To be fair, on a personal note,
Let's be clear and honest. Ok? This is not personal. It is business. Attempting to bring "a personal note" into this is inappropriate.
your suggestion that our CEO step down over
That is not what I suggested. You seem to have either misunderstood or intentionally misrepresented my suggestion.
(seen from the big picture, as silicon company) something trivial
In this thread please stick to the topic I introduced instead of meandering off into disingenuous non-sequitors.
as the fact that not all devboard makers decide to use the same naming and board quality is somewhat inflammatory as well;
That is incoherent English.
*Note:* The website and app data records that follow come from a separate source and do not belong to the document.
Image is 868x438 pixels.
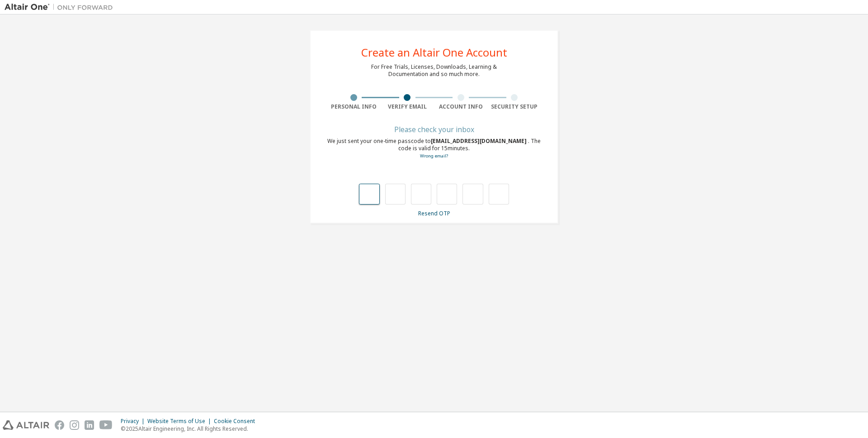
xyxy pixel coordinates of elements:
div: Verify Email [380,103,435,111]
div: Create an Altair One Account [361,47,507,58]
div: Website Terms of Use [147,417,214,425]
div: Personal Info [327,103,380,111]
div: We just sent your one-time passcode to . The code is valid for 15 minutes. [327,137,541,160]
div: Account Info [434,103,488,111]
div: Security Setup [488,103,541,111]
img: instagram.svg [69,420,79,430]
p: © 2025 Altair Engineering, Inc. All Rights Reserved. [121,425,260,432]
img: altair_logo.svg [2,420,49,430]
div: Please check your inbox [327,127,541,132]
a: Go back to the registration form [420,153,448,159]
img: linkedin.svg [84,420,94,430]
span: [EMAIL_ADDRESS][DOMAIN_NAME] [431,137,528,145]
img: facebook.svg [55,420,64,430]
div: Cookie Consent [214,417,260,425]
div: For Free Trials, Licenses, Downloads, Learning & Documentation and so much more. [371,63,497,78]
a: Resend OTP [418,209,450,217]
div: Privacy [121,417,147,425]
img: Altair One [4,2,117,12]
img: youtube.svg [99,420,112,430]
More importantly, you seem to have failed to grasp the fundamental criticisms I proffered in this thread.
in general, it paints you as someone who'd rather stir up the forums than buckle down and make something.
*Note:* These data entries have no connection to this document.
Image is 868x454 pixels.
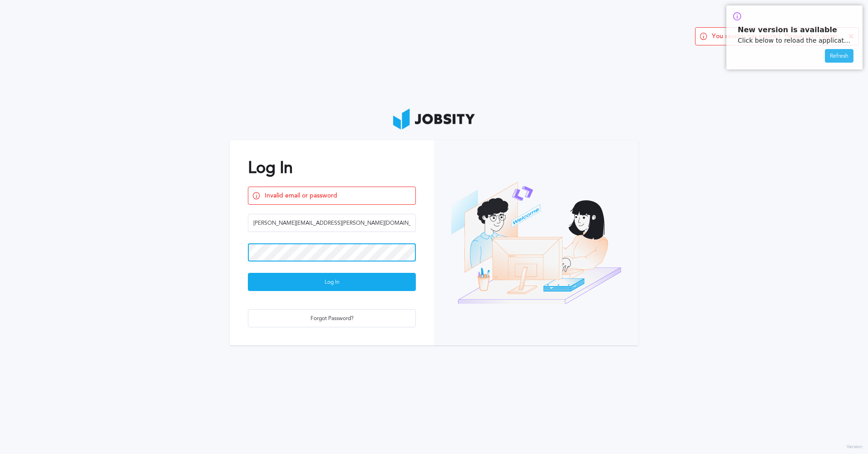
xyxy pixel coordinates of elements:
[825,50,853,63] div: Refresh
[248,273,416,291] button: Log In
[738,37,852,44] p: Click below to reload the application
[712,32,840,40] span: You session has expired. Please log in again.
[248,310,416,327] button: Forgot Password?
[738,26,852,34] p: New version is available
[825,49,853,62] button: Refresh
[265,192,411,199] span: Invalid email or password
[248,274,416,292] div: Log In
[248,214,416,232] input: Email
[847,445,864,450] label: Version:
[248,158,416,177] h2: Log In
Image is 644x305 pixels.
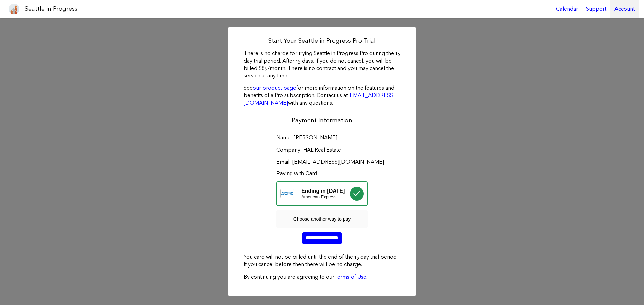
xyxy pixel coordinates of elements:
[293,216,350,222] span: Choose another way to pay
[25,5,77,13] h1: Seattle in Progress
[276,134,367,141] label: Name: [PERSON_NAME]
[276,146,367,154] label: Company: HAL Real Estate
[301,188,350,200] div: Ending in [DATE]
[334,273,366,280] a: Terms of Use
[9,4,19,14] img: favicon-96x96.png
[244,116,400,124] h2: Payment Information
[244,273,400,280] p: By continuing you are agreeing to our .
[276,170,317,177] div: Paying with Card
[244,37,400,45] h2: Start Your Seattle in Progress Pro Trial
[276,158,367,165] label: Email: [EMAIL_ADDRESS][DOMAIN_NAME]
[244,253,400,268] p: You card will not be billed until the end of the 15 day trial period. If you cancel before then t...
[276,210,367,228] div: Choose another way to pay
[244,92,395,106] a: [EMAIL_ADDRESS][DOMAIN_NAME]
[252,85,296,91] a: our product page
[301,194,350,200] div: American Express
[244,49,400,79] p: There is no charge for trying Seattle in Progress Pro during the 15 day trial period. After 15 da...
[244,84,400,107] p: See for more information on the features and benefits of a Pro subscription. Contact us at with a...
[276,181,367,206] div: Ending in [DATE]American Express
Coming from someone who has misunderstood and/or misrepresented what I asserted, failed to address my fundamental criticisms, and communicated in broken English, I must say your remarkably subtle attempt to deftly assassinate my character will likely cause me no end of sleepless nights.
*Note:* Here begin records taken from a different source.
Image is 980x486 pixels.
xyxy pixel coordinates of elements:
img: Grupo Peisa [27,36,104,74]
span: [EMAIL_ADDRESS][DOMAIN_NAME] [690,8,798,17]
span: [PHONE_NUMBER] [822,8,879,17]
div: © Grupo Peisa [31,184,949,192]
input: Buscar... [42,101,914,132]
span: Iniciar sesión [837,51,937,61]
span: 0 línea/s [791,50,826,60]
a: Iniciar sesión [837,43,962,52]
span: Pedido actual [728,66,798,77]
Not saying that's your actual intention, I'm sure you'd much rather develop stuff than post on the forums, but that's the impression you tend to give with that.
Although I am sure you would rather engage in honest, direct, and constructive discourse the impression you tend to give off is that of a foolish sycophant who tends to evade, misdirect, and misrepresent.
If you want high-quality devboards guaranteed to be supported by Espressif, we have a source for that, namely the boards we ourselves make and use. At the moment, we sell the
DevkitC and the
Wrover-Kit.
I have supplied a link previously in this thread to Amazon.com for those boards (built by Espressif and sold by Olimex) that have a too many negative reviews.
By the way, I dealt with Olimex in the past (about ten years ago). They made some PCBs for my company. The PCBs they made were good but their customer service was abysmal. I hope never to deal with that company again. After dealing with Olimex I ordered PCBs from CustomPCB in Malaysia and PCBcart in China. I had very good experiences with both of those companies: the PCBs were always at least good and usually at least very good, and their customer service was always at least good and usually at least very good.
We cannot say anything about third-party boards, because we do not make them.
Frankly, your failure to address my suggestions seems to speak to a desire, perhaps subconscious and unbeknownst to you, to deflect the straightforward and legitimate criticisms I have launched instead of engaging in reasonable discourse.
In this thread I repeatedly suggested a way for Espressif to certify third-party boards but, surprise, surprise, you failed to respond to that suggestion.
I suppose the Chinese history books teach a different history than American history books about what happened when the Middle Kingdom began to engage with red haired barbarians from the West starting almost exactly half a millennium ago. Maybe you might ask the Chinese emperor about how Westerners reacted to his failure to engage in reasonable discourse. Oh wait a minute! You cannot because the Chinese emperor no longer exists.
(Also fwiw, with my limited experience reading up on the forum posts here, there don't seem to be many really bad hardware designs out there. Most hardware weirdnesses I've seen seem to stem from bad USB cables or power supplies, not the boards themselves.)
I see.
I have spent around ten hours researching this subject because I have worked with faulty hardware many times in the past. It can be a remarkably frustrating and time consuming process.
I have read reviews about ESP32 developer boards on the Internet generally and have combed over sites such as Banggood, AliExpress, Amazon.com, SparkFun, Reddit, HackerNews, and YouTube.
The variety of problems I read about were varied and concerning. Feel free to read the information I linked to previously in this thread.
Frankly, I look forward to a competitor coming along that will launch hardware that is at least as good as Espressif's and will offer proper support to third party developers both with readily available, high quality development kits as well as thoughtful and helpful forum moderators.
This exchange has strengthened my belief in the veracity of my previous criticisms in this thread about the fitness of the Espressif CEO. Although chip design companies need excellent engineers to succeed excellent engineering alone is not enough for a them to succeed in the long run.
I would guess that maybe some managers from a company like Intel will secure VC (venture capital) funding, and create a fabless chip company in or around Silicon Valley that will compete with Espressif by offering hardware that is at least as good a value as Espressif's, and third-party developer support that vastly exceeds that of Espressif.
Leaders of Silicon Valley companies probably firmly grasp the importance of third-party developer support because they have seen what happens to those companies that fail to provide it. Like the Emperor of China, most of those companies no longer exist.